Colorado River at Horseshoe Bend/Wikipedia
Mounting pressure to find solutions has Upper Basin leaders saying the savings should come from elsewhere
By Luke Runyon | KUNC
One of Colorado’s top water officials says he cannot enforce recent federal demands to start conserving more on the Colorado River.
State engineer Kevin Rein oversees the state’s water rights system. In a meeting with the Colorado River District board on Jul. 19, Rein assured members he would not be mandating conservation among their municipal, industrial and agricultural users. The district covers 15 counties in Western Colorado.
“There is nothing telling me to curtail water rights. There’s nothing telling me that I should encourage people to conserve,” Rein said.
The federal government recently called on the seven states that use the river to curtail their uses by two to four million acre-feet to keep the Colorado River’s largest reservoirs — Lakes Mead and Powell — from declining to dead pool levels and threatening the drinking water supplies for tens of millions of Southwestern residents.
Colorado officials have argued the blame for the river’s supply-demand imbalance rests with California, Arizona, and Nevada. Some doubt the federal government’s authority to demand the states use less water. The 1922 Colorado River Compact, a document that inflated available water within the entire basin, apportioned 7.5 million acre-feet of water to the river’s Upper and Lower Basins, respectively. In recent decades Lower Basin uses have exceeded that amount, while Upper Basin uses have remained below the apportionment.
“We’re way under our allocation of 7.5 million acre-feet a year,” Rein said. “So what does that mean? ‘We need to conserve.’ To me, that means that we don’t change our administration at the state engineer’s office.”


## WHAT YOU ARE ASKED TO DO
Report every line from the following entries that contains the string "labels".

## RECORDS SHOWN

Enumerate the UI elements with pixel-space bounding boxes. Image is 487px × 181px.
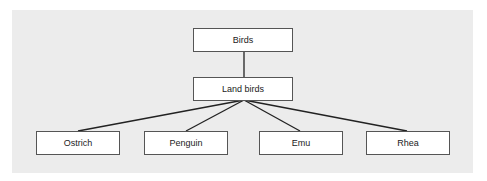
- node-penguin: Penguin: [144, 131, 228, 155]
- node-emu: Emu: [259, 131, 343, 155]
- node-ostrich: Ostrich: [36, 131, 120, 155]
- node-birds: Birds: [193, 28, 293, 52]
- node-rhea: Rhea: [366, 131, 450, 155]
- node-land-birds: Land birds: [193, 77, 293, 101]
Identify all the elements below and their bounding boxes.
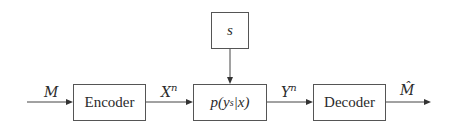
- edge-label-xn-sup: n: [171, 82, 177, 93]
- edge-label-yn-sup: n: [290, 82, 296, 93]
- decoder-label: Decoder: [314, 85, 385, 120]
- edge-label-yn: Yn: [281, 82, 297, 100]
- channel-label-var: y: [223, 94, 230, 111]
- channel-label-suffix: |x): [234, 94, 250, 111]
- edge-label-yn-base: Y: [281, 84, 290, 100]
- edge-label-m-hat: M̂: [400, 82, 414, 98]
- arrowhead-output: [424, 99, 431, 105]
- arrowhead-state: [227, 77, 233, 84]
- edge-label-xn: Xn: [161, 82, 177, 100]
- arrowhead-yn: [306, 99, 313, 105]
- channel-label: p(ys|x): [194, 85, 266, 120]
- arrowhead-xn: [186, 99, 193, 105]
- arrowhead-input: [66, 99, 73, 105]
- state-label: s: [212, 13, 248, 48]
- encoder-label: Encoder: [74, 85, 145, 120]
- edge-label-xn-base: X: [161, 84, 171, 100]
- edge-label-m: M: [44, 84, 58, 100]
- channel-label-prefix: p(: [211, 94, 224, 111]
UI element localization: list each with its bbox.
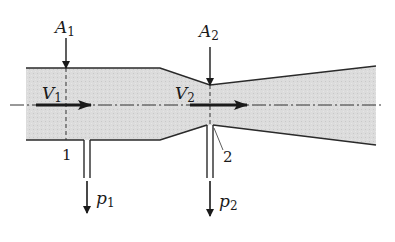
area-2-label: A2 [197, 21, 219, 43]
pressure-1-label: p1 [96, 188, 115, 210]
pressure-tap-2 [207, 125, 213, 178]
section-1-label: 1 [62, 146, 72, 164]
venturi-diagram: A1 A2 V1 V2 1 2 p1 p2 [0, 0, 395, 242]
area-1-label: A1 [53, 17, 75, 39]
pressure-2-label: p2 [219, 191, 238, 213]
pressure-tap-1 [84, 140, 90, 178]
section-2-label: 2 [223, 148, 233, 166]
section-2-leader [214, 128, 223, 150]
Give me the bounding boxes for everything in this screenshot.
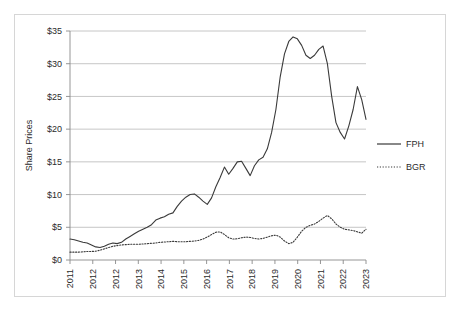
x-tick-label-11: 2021 (316, 269, 326, 289)
x-tick-label-8: 2018 (247, 269, 257, 289)
y-axis-title-text: Share Prices (24, 119, 34, 171)
x-tick-label-0: 2011 (65, 269, 75, 288)
y-tick-label-$15: $15 (47, 157, 62, 167)
y-axis-tick-labels: $0$5$10$15$20$25$30$35 (47, 26, 70, 265)
legend-label-FPH: FPH (406, 139, 424, 149)
series-line-FPH (70, 37, 366, 248)
legend-label-BGR: BGR (406, 162, 426, 172)
y-tick-label-$10: $10 (47, 190, 62, 200)
chart-legend: FPHBGR (377, 139, 426, 172)
y-tick-label-$25: $25 (47, 92, 62, 102)
chart-plot-container: $0$5$10$15$20$25$30$35 20112012201220132… (15, 15, 447, 298)
x-tick-label-10: 2020 (293, 269, 303, 289)
y-tick-label-$30: $30 (47, 59, 62, 69)
x-tick-label-7: 2017 (225, 269, 235, 289)
chart-figure-frame: $0$5$10$15$20$25$30$35 20112012201220132… (14, 14, 446, 297)
x-axis-tickmarks (70, 260, 366, 264)
x-tick-label-13: 2023 (361, 269, 371, 289)
share-prices-line-chart: $0$5$10$15$20$25$30$35 20112012201220132… (15, 15, 447, 298)
series-line-BGR (70, 216, 366, 253)
x-axis-tick-labels: 2011201220122013201420152016201720182019… (65, 269, 371, 289)
y-tick-label-$20: $20 (47, 124, 62, 134)
x-tick-label-1: 2012 (88, 269, 98, 289)
y-axis-title: Share Prices (24, 119, 34, 171)
y-tick-label-$35: $35 (47, 26, 62, 36)
y-tick-label-$5: $5 (52, 222, 62, 232)
y-tick-label-$0: $0 (52, 255, 62, 265)
x-tick-label-9: 2019 (270, 269, 280, 289)
data-series-group (70, 37, 366, 252)
x-tick-label-5: 2015 (179, 269, 189, 289)
x-tick-label-3: 2013 (134, 269, 144, 289)
gridlines (70, 31, 366, 227)
x-tick-label-6: 2016 (202, 269, 212, 289)
x-tick-label-2: 2012 (111, 269, 121, 289)
x-tick-label-4: 2014 (156, 269, 166, 289)
x-tick-label-12: 2022 (338, 269, 348, 289)
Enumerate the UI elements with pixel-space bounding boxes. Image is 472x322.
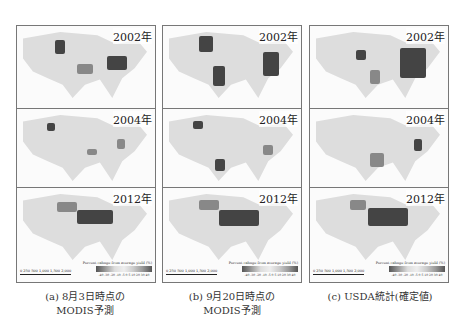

## COMPLETED TASK
y-axis-tick-labels: $0$5$10$15$20$25$30$35 (47, 26, 70, 265)
x-axis-tick-labels: 2011201220122013201420152016201720182019… (65, 269, 371, 289)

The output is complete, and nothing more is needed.